Five Things CPAs Need to Know About Social Media

No. 1: It could change how you do business.

by Rick Telberg
At Large

No one would mistake Alan Vitberg for a wild revolutionary. But the ideas he’s bringing to bear on business strategies at The Bonadio Group in upstate New York could be.

Vitberg is a seasoned and well-respected professional services marketer, who, for the last seven years has been a part of some phenomenal growth at The Bonadio Group, which is based in Buffalo, N.Y., and now has five more offices along the busy corridor toward Albany, the state capital. Of course, he’s working for Tom Bonadio, who founded the firm in 1978 with one partner and his mother, and ever since has charted a course of expansion, innovation and leadership for his firm and the profession.

Vitberg has done award-winning work in marketing, and today he’s looking at the next frontier: social media marketing and how CPA firms can use it.

“Except for the very largest of firms,” Vitberg notes, “accountants have generally lagged behind the curve when it comes to innovations in marketing and marketing communications. Now, we’re in the midst of a revolution where it’s highly likely that those firms who are early social-media marketing (SMM) adopters and innovators will gain competitive advantage down the road.”

Here he’s talking about Facebook, LinkedIn and Twitter. But he goes further. “Web sites as we know them today will disappear,” he says. In their place, Vitberg envisions companies migrating to a new era, call it Web 3.0, in which, “instead of just pushing information out to viewers, sites will be used to create communities where dialogue and engagement with all types of stakeholders will be the norm.” Imagine a cocktail party where all your clients and referral sources can meet and mingle. Your firm may already do it once a year. But now imagine it 24/7/365 online, with your firm as the host.

Firm’s like Bonadio are already doing it. “Webinars are replacing putting fannies into seats for an event; LinkedIn connections are replacing meets and greets, blogs and postings are replacing feature articles, and so on,” Vitberg says. “It’s just that SMM does it faster, with broader reach, more ‘stickiness’ because it will always be out there, more impact on corporate branding and lead opportunities as a result of its search engine optimization capabilities, and more opportunity to initiate conversations.”

For firms that don’t know where to start, Vitberg has five suggestions:

1. Start by integrating video into your Web site. “YouTube is the second most-used search engine in the world,” he says.

2. Institute upward mentoring. “Our younger, more social-media-literate staff should be teaching partners and senior leadership about social media marketing.”

3. Start recruiting online. Social media will soon become the dominant channel for recruiting staff. After all, it’s in social media where you’ll find them.

4. Begin with your own firm first. “Internal uses for social media are not being given the attention they deserve. Why shouldn’t we be using social media to engage and dialogue with employees?” In other words, social media may finally be providing the platform the profession has long sought in knowledge management.

5. Social media marketing needs to be driven by objectives, not tactics. “Once the organization knows what they want to achieve — lead generation, customer service, or trends analysis, for example — objectives can be established and metrics identified.”

But where’s the return on investment (ROI)? In fact, digital marketing is the most measurable tactic available today. But Vitberg goes further even here.

“We face a series of uphill battles in bringing social media into our firms,” Vitberg says, citing intransigent attitudes, skeptics, budget and resource allocations and infrastructure and training requirements.

But the discussion must move soon beyond mere ROI measured by anecdote to solid, quantifiable research. “Perhaps the metric we should be using when discussing social media marketing is not ROI, but ROIn — Return on Influence.”

Interesting thought. But then, it’s always interesting talking with Vitberg.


--- Task description ---
Lines with the word "will": copy all of them from the entries below.

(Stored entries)
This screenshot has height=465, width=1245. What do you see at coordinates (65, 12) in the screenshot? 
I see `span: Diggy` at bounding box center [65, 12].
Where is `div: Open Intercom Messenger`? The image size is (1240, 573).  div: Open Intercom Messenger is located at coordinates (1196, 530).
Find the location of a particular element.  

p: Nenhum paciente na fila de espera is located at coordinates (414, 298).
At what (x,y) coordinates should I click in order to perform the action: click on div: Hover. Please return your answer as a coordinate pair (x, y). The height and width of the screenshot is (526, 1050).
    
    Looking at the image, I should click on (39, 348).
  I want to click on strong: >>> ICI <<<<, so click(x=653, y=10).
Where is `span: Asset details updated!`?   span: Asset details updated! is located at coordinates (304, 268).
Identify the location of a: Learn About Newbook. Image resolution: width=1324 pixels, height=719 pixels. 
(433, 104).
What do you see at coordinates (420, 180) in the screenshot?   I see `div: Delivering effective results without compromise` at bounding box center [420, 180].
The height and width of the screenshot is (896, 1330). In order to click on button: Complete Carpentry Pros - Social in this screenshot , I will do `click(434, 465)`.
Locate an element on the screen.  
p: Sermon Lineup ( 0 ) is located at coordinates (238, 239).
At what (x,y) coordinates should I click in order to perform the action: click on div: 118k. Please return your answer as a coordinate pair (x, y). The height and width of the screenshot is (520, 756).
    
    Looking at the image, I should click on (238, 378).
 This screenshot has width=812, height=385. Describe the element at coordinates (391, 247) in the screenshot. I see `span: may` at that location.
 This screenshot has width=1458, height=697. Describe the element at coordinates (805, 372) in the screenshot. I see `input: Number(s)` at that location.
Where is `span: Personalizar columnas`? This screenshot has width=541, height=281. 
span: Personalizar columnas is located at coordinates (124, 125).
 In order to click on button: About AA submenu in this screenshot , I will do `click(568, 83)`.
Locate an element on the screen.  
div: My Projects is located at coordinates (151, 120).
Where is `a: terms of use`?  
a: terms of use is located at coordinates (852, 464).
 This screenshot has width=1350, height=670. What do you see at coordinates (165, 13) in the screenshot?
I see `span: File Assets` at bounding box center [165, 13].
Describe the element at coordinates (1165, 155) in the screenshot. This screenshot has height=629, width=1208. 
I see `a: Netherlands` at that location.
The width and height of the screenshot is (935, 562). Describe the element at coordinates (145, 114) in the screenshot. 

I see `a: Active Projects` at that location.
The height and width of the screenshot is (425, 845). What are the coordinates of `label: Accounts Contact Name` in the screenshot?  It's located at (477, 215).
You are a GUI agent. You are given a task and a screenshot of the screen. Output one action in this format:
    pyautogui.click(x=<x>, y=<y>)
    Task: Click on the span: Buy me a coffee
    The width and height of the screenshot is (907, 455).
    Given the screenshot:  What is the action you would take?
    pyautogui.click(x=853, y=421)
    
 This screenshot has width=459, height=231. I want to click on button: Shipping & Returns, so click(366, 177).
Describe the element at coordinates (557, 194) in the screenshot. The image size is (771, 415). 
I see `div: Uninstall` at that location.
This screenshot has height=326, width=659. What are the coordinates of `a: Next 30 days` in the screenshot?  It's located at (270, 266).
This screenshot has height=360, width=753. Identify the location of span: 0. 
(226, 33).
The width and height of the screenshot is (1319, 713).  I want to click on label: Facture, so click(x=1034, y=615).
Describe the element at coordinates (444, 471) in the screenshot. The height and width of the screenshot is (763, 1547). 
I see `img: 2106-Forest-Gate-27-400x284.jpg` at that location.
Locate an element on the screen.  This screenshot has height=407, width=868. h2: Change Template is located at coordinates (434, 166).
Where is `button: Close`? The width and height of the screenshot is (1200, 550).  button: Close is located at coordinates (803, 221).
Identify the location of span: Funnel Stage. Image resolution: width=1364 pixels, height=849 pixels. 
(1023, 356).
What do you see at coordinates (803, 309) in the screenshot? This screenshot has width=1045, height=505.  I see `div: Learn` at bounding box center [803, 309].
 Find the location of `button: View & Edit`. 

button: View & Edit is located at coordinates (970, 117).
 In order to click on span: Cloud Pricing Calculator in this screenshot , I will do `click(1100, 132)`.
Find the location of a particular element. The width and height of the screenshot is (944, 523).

--- Output of the exercise ---
The height and width of the screenshot is (896, 1330). In order to click on button: Complete Carpentry Pros - Social in this screenshot , I will do `click(434, 465)`.
 In order to click on button: About AA submenu in this screenshot , I will do `click(568, 83)`.
 In order to click on span: Cloud Pricing Calculator in this screenshot , I will do `click(1100, 132)`.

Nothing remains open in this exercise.